Zambezi River
Africa's fourth river, master of Victoria Falls
The Zambezi is the largest African river flowing east to the Indian Ocean and the fourth longest on the continent, but it is best known for a single spectacle. Midway along its course the river hurls itself off a basalt cliff more than a kilometer and a half wide into a narrow gorge, creating Victoria Falls, one of the greatest waterfalls on Earth. From a small spring in the African interior to a broad delta on the Indian Ocean, the Zambezi carves a path through six countries of southern Africa.
The Zambezi runs about 2,574 kilometers, though a recent study tracing its most distant source into Angola puts the figure closer to 3,400. It rises in a wetland on the borders of Zambia, Angola and the Democratic Republic of Congo, flows across the Barotse floodplain, then plunges over Victoria Falls into the Batoka Gorge. Downstream it is impounded behind two of Africa's largest dams, Kariba and Cahora Bassa, before crossing Mozambique to spread into a wide delta on the Indian Ocean coast.
The Tonga and other peoples have lived along the river for centuries — the missionary-explorer David Livingstone, the first European to see the great falls, named them for his queen, though local people knew them as Mosi-oa-Tunya, the smoke that thunders. The two great dams generate much of the region's electricity but flooded valleys and displaced communities, and they have altered the floods that once shaped the delta. The Zambezi today is a major draw for safari tourism and a shared resource among riparian states.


● **INSTRUCTIONS TO FOLLOW**
This exercise calls for every record to be returned exactly, with pictures removed.

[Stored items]
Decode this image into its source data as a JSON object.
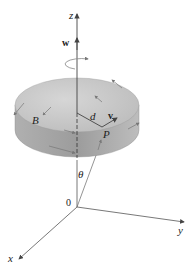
{
  "diagram": {
    "labels": {
      "z_axis": "z",
      "x_axis": "x",
      "y_axis": "y",
      "origin": "0",
      "angular_velocity": "w",
      "velocity": "v",
      "distance": "d",
      "point_p": "P",
      "point_b": "B",
      "angle": "θ"
    },
    "colors": {
      "disk_top": "#c8c8c8",
      "disk_side": "#a8a8a8",
      "axis": "#555555",
      "arrow": "#777777"
    }
  }
}
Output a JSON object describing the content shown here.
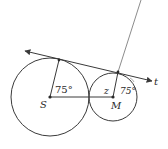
{
  "figure": {
    "labels": {
      "center_large": "S",
      "center_small": "M",
      "tangent_line": "t",
      "angle_at_S": "75°",
      "angle_z": "z",
      "angle_at_M": "75°"
    },
    "colors": {
      "stroke": "#3a3a3a",
      "secant": "#8c8c8c",
      "background": "#ffffff"
    }
  }
}
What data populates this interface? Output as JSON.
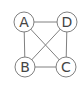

● **RESPONSE**
Decode this image into its source data as a JSON object.
{
  "diagram": {
    "labels": {
      "z_axis": "z",
      "x_axis": "x",
      "y_axis": "y",
      "origin": "0",
      "angular_velocity": "w",
      "velocity": "v",
      "distance": "d",
      "point_p": "P",
      "point_b": "B",
      "angle": "θ"
    },
    "colors": {
      "disk_top": "#c8c8c8",
      "disk_side": "#a8a8a8",
      "axis": "#555555",
      "arrow": "#777777"
    }
  }
}
Output a JSON object describing the content shown here.
{
  "figure": {
    "labels": {
      "center_large": "S",
      "center_small": "M",
      "tangent_line": "t",
      "angle_at_S": "75°",
      "angle_z": "z",
      "angle_at_M": "75°"
    },
    "colors": {
      "stroke": "#3a3a3a",
      "secant": "#8c8c8c",
      "background": "#ffffff"
    }
  }
}
What data populates this interface? Output as JSON.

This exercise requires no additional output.